"You need to eat."
"You hate me."
"You're dying. I can't hate you anymore."

This isn't what it should be, schoolboy's barbs. This isn't another clash between Potter and Malfoy, another tedious standoff. Potter's dead. Malfoy's not eating.

Those two events should not be connected.

Their hands move, graceless but beautiful, scrabbling, hot, searching unfamiliar flesh and unspeakable emotion. One moans, and that should ruin everything.

Both are falling in love, and that does.

Every Saturday Granger floos into Malfoy Manor. She drops a package of food off in an already overstocked kitchen and makes her way into the bowels of the Manor. In an unmarked cell she finds him. The door is opened, but he never leaves, never looks up from his pallet, from the shards of wood and bone he clutches close.

"You need to eat."

The manor is a tomb, the reluctant location of the end. Many died here. He died here. Voldemort died here as well, but Malfoy doesn't much care about victories.

"You need to eat."
"Granger…"
"I loved him too."
"You didn't love him enough."

They hold hands sometimes. It is rare, and Malfoy pretends to be bothered by it, but they hold hands and they are in love.

It is a well known fact that Potter died in Malfoy's arms. Some say Malfoy killed him. Others, others like Grangers, others who were there; well, they don't say anything at all.

"You need to eat."
"I don't deserve to."
"He asked you to, we all heard him. He was dying."
"I never could deny him anything."

A wisp of a smile, a bite of the meal placed in front of him. Progress.

The second Weasley has Friday duties. The seventh has Wednesdays. She makes things worse.

"Eat."
"No."
"I bet he never really loved you."

A blank stare, measured tone.

"You don't know anything."
"I know he loved me first."
"It doesn't matter. He loved me then."

A bite of food. He remembers how it felt.

The sixth Weasley blames Malfoy. They don't give him duty, but sometimes he comes along with the seventh.

"You never loved him."

A cool glance, empty.

"You know nothing of love."
"I know you didn't love him."

Seven stands aside, looking tired and bewildered by the state of things. She avoids looking at Malfoy's lap, at what remains.

Lupin has Tuesdays. He is quiet, hardly noticeable. Snape has Sundays. He too is despairing, and he too is broken, but he doesn't speak. Not to Malfoy.

"How could you hate him?"
Silence.
Malfoy doesn't press. He eats, and Snape leaves.

On Mondays Malfoy is left alone. He spends those days with his ghosts. His ghost. Potter. He asks Potter why no one has let him die. Why the people who hate him will not let him go.

Potter doesn't answer, but if he could, Malfoy thinks he'd say:

"It's because I loved you more than anything, and the residue remains."

"You need to eat."

No reply, strange.

"You need to eat." Louder this time.

Vacant eyes.
She's scared, shouting.

His fingers clutch wood and bone, and his eyes are empty.

Malfoy is dying now, really dying, and there is not much to be done.

They take him to St. Mungo's. He steals a nurse's wand, just like that, as easily as Potter would have. He attempts his escape.

Potter is not roaming this earth, not a ghost. Potter is dead, and there is nothing that remains except shards of bone and splinters of wand. They took those away from Malfoy, and he tried to escape.

Malfoy is dying, and no one can help, because Potter is not made up of wood and bone, and he cannot be repaired.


→ What to do
Going through the entries below, work out how many lines have the string "Assessment" in them. Give the number and nothing more.

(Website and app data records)
+ + + +
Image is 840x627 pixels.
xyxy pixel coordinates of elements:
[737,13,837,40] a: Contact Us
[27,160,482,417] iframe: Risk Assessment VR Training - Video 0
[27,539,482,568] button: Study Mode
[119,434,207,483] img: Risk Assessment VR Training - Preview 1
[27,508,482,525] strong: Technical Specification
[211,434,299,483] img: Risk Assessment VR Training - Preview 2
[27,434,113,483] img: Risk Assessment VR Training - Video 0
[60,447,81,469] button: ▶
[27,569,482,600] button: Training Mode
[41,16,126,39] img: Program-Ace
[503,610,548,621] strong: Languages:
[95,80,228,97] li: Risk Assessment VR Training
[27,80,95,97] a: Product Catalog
+ + + +
→ Output for this task
5